Step 6: Detect Trends and Patterns Automatically
Beyond basic summaries, Copilot can analyze patterns in your data and highlight insights you may not have seen. For example:
- Long-term increases or decreases
- Seasonal trends
- Outlier values
- Unexpected relationships
Try prompts such as:
- “Identify trends in revenue month over month.”
- “Highlight any abnormal data points.”
- “What product categories had the biggest growth this quarter?”
Copilot often provides both text insights and visual backing, making your analysis richer.
Step 7: Ask for Recommendations
Another advantage of Copilot is its ability to suggest next steps. If you’re unsure what to explore next, ask:
“What should I analyze next?”
Copilot may suggest additional comparisons, pivot tables, or deeper segmentation. This is especially helpful for new analysts who are still learning how to frame questions.
Step 8: Create a Final Summary
Once you’re done, you can ask Copilot to compile everything into a report. Try:
- “Summarize the key findings from this dataset.”
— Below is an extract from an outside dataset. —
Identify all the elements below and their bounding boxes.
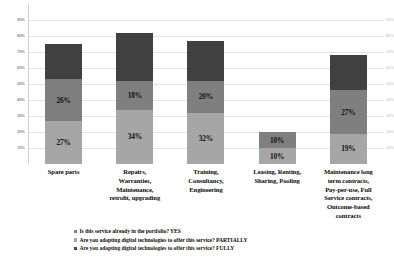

- “Generate bullet points outlining the main business insights.”
- “Create a paragraph I can paste into a presentation.”
This can save hours when preparing for meetings or stakeholder updates.
Why Copilot Makes Excel Analysis Easier
Using Copilot in Excel has several big advantages:
- You don’t need to know formulas or pivot tables to start.
- It dramatically reduces manual formatting and cleanup time.
- You can move faster from raw data to real insights.
- It helps users think analytically by suggesting meaningful questions.
For beginners, it lowers the learning curve. For experienced analysts, it speeds up repetitive work.
Performing data analysis in Excel used to require knowledge of formulas, data validation, pivot tables, and charting features. With Copilot, you can have a conversational, AI-powered partner guiding you through the entire workflow—from cleaning and summarizing data to generating charts and reports.
If you haven’t tried it yet, open an Excel file and start asking questions. The more you explore, the more you’ll discover how powerful AI-assisted analysis can be.
Whether you’re a student, analyst, business owner, or manager, Microsoft Copilot in Excel can make your data analysis faster, easier, and smarter.